Reina saw a plaster mask at Longwell’s office and asked to try mask making, even though she’d never sculpted a mask before. The warm, secure atmosphere of Longwell’s environment contrasted sharply with the cool, clinical air of Reina’s doctors’ offices. Reina says Longwell talked with her as if she were a person rather than a case, and the artwork gave her insight into her depression.

“I’m feeling happier and more positive,” she says. “The art helps me understand the feelings that I’m feeling.”

Longwell herself first experienced art therapy in 1988 after a serious head injury interrupted a painting career. Now a registered counselor and practicing artist, she has practiced art therapy since 1992. Longwell says the art is a nonverbal, visual reflection of an inner state.

“So by putting it on paper and looking at it, you may not understand it, but it gives you food for thought,” she says. “It’s not an intellectual, left-brain process. It’s an intuitive, right-brain activity.”

Massage and Aromatherapy

Massage therapists have long recognized the value of touch in raising the spirit.

“We know that touching with a compassionate quality has the ability to activate all kinds of positive energy,” says Dawn Schmidt, a licensed massage therapist who teaches at Brenneke School of Massage in Seattle. “As massage therapists, we’re there to touch the places in the body that hold the emotions.”

Massage is used most often to treat physical injuries; relieving the pain may also relieve the anger, frustration and sometimes depression that accompany a damaged joint or muscle. But massage can also relieve psychological pain.

Schmidt recalled a recent three-way session with a counselor, the counselor’s client and herself. As the counselor talked with the client, Schmidt applied massage, increasing or decreasing pressure as needed. The activity let some of the client’s memories and emotions surface, where they could be examined.

Similarly, Schmidt has known some clients who come to her after years of therapy. Though they are seemingly healthy, a massage brings forth all the trauma again. “They go through a ‘wave’ experience, and it’s all gone,” she says.

Many massage therapists combine treatment methods. Seattle-based Ingrid Martin practices massage with aromatherapy, which uses essential plant oils to stimulate the brain via the sense of smell. She says fragrance has a strong impact on the limbic system, the part of the brain that controls appetite, emotions and the instinct for survival.

In her work, Martin pays close attention to emotions that accompany a client’s depression. For example, she may use lavender in cases of depression combined with anxiety. The scent of ginger, a stimulant, could help a depressed client also suffering from low energy.

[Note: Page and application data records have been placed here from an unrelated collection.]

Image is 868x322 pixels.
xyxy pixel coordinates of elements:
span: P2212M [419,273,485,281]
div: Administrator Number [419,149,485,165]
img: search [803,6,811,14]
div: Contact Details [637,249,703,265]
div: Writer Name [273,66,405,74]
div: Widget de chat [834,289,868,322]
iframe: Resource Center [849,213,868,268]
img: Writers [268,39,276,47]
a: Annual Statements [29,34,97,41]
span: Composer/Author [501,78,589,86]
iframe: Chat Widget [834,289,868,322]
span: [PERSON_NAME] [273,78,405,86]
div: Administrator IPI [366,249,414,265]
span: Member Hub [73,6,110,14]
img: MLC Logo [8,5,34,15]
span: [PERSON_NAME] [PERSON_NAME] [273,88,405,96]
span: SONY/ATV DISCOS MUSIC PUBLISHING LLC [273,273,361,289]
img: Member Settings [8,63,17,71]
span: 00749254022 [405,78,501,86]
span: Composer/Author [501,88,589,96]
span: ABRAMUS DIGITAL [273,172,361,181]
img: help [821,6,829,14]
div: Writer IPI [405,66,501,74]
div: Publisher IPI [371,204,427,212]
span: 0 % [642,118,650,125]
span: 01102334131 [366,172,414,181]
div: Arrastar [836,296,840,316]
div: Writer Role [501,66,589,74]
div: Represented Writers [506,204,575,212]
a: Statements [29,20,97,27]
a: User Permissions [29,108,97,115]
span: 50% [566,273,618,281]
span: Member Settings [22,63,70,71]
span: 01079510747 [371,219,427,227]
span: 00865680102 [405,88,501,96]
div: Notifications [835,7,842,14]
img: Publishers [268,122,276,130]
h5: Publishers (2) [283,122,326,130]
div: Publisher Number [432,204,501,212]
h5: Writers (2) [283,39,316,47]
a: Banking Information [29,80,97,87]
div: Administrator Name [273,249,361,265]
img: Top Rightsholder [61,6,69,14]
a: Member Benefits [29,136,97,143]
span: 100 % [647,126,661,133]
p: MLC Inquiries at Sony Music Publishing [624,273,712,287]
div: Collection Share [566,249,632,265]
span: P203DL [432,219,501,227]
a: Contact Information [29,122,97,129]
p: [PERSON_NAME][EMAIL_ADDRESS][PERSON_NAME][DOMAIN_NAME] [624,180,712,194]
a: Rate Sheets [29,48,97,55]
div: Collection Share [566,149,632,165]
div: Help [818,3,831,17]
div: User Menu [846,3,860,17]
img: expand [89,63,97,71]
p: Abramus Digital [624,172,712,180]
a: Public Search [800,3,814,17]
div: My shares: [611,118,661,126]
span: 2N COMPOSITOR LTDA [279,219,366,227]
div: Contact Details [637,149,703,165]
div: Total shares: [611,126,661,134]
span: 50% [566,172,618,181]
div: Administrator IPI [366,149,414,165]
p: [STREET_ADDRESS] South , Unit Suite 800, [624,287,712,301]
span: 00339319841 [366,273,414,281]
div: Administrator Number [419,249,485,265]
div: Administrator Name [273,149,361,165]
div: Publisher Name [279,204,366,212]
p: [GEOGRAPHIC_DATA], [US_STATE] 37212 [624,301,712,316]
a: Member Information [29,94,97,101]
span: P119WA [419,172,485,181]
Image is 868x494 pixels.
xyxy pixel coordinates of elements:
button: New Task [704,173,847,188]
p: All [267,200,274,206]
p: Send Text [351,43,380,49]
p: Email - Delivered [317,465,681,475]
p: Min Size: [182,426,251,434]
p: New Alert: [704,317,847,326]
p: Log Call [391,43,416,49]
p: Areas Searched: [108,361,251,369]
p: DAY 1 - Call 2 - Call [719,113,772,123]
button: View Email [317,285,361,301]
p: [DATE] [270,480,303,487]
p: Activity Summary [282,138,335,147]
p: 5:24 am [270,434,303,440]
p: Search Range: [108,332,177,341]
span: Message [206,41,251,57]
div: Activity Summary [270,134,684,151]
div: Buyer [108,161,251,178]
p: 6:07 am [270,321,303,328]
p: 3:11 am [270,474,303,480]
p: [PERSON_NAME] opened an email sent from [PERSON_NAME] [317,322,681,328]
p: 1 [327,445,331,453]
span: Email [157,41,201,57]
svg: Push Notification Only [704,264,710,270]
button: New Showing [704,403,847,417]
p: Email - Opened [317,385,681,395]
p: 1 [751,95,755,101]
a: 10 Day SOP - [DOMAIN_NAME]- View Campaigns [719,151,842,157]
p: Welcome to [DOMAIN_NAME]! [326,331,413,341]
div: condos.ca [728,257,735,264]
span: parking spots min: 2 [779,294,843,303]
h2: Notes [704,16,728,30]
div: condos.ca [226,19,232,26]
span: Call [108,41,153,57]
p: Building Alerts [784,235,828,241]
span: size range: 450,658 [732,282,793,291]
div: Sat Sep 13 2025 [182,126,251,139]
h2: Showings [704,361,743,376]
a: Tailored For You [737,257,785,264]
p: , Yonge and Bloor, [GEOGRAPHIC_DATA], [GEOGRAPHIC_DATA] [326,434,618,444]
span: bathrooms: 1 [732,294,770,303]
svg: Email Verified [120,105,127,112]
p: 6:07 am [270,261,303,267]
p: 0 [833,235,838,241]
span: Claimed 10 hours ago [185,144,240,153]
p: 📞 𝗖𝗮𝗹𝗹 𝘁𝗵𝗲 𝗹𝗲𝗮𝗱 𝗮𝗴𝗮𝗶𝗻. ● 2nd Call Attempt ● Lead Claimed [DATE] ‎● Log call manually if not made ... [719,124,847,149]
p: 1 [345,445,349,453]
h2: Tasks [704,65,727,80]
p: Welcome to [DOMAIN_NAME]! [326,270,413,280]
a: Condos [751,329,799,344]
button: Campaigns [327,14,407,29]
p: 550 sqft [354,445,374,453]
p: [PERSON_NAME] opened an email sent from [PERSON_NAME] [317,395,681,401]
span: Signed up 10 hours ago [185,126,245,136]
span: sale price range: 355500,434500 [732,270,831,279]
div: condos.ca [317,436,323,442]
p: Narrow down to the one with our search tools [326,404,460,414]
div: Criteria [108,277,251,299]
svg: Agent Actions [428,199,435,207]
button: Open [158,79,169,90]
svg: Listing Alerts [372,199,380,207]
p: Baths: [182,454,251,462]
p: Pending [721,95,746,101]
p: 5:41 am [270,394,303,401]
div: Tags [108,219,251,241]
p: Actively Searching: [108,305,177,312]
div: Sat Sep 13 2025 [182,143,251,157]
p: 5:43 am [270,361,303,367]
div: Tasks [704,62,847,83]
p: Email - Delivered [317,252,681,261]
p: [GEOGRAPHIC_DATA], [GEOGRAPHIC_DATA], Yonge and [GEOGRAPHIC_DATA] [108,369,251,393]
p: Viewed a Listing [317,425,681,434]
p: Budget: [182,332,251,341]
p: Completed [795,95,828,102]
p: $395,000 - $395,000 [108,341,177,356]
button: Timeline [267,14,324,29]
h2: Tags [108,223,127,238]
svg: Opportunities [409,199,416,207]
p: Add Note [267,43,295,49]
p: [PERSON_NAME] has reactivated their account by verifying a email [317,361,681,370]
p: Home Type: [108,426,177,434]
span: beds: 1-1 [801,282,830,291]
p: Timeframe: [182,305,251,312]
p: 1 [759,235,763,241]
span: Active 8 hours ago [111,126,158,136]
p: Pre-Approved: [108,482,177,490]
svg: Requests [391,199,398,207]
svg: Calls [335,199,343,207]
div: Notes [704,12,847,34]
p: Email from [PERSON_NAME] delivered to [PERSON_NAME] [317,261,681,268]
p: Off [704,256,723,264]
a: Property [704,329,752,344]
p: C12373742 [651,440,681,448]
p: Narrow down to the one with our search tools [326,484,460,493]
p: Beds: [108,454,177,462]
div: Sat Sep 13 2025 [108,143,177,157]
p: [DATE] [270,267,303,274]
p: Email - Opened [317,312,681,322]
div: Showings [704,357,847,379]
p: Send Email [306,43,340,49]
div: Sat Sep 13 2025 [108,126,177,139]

The main problem for aromatherapy, Martin says, is credibility. There are no licensing standards for aromatherapists; some people give themselves the title after a weekend workshop, while others train for years.

“It’s basically seen as a relaxation technique,” she says. “But it has a lot more applications than that.”

Acupuncture

Acupuncture is one of the most accepted alternative treatment methods for physical pain, though its use in mental health is less well known. The Chinese-medicine concept of “chi,” a type of psychic energy, doesn’t have an anatomical analog. Same goes for the acupuncturist’s notion of meridians, or lines of energy flow in the body, likes the lines of force around a magnet. But the mindful insertion of needles into the skin works for Cathy Hendrickson. Her acupuncturist, Nancy Ishii, says depression is often expressed as feelings of loneliness, isolation, or helplessness. These can indicate a course of action.

“We’re trying to figure out which of your systems and meridians are imbalanced,” she says.

Hendrickson says whatever alternative treatment method you choose, it’s important to choose something, lest the depression feed on itself and bring you down further and further. Keep trying until something works. “If somebody is in a real depressed state,” she says, “start with something that will help break that cycle.”

Joe Follansbee is a contributing writer for Evergreen Monthly. He wrote the November 2004 EM cover story on sustainable and safe seafood.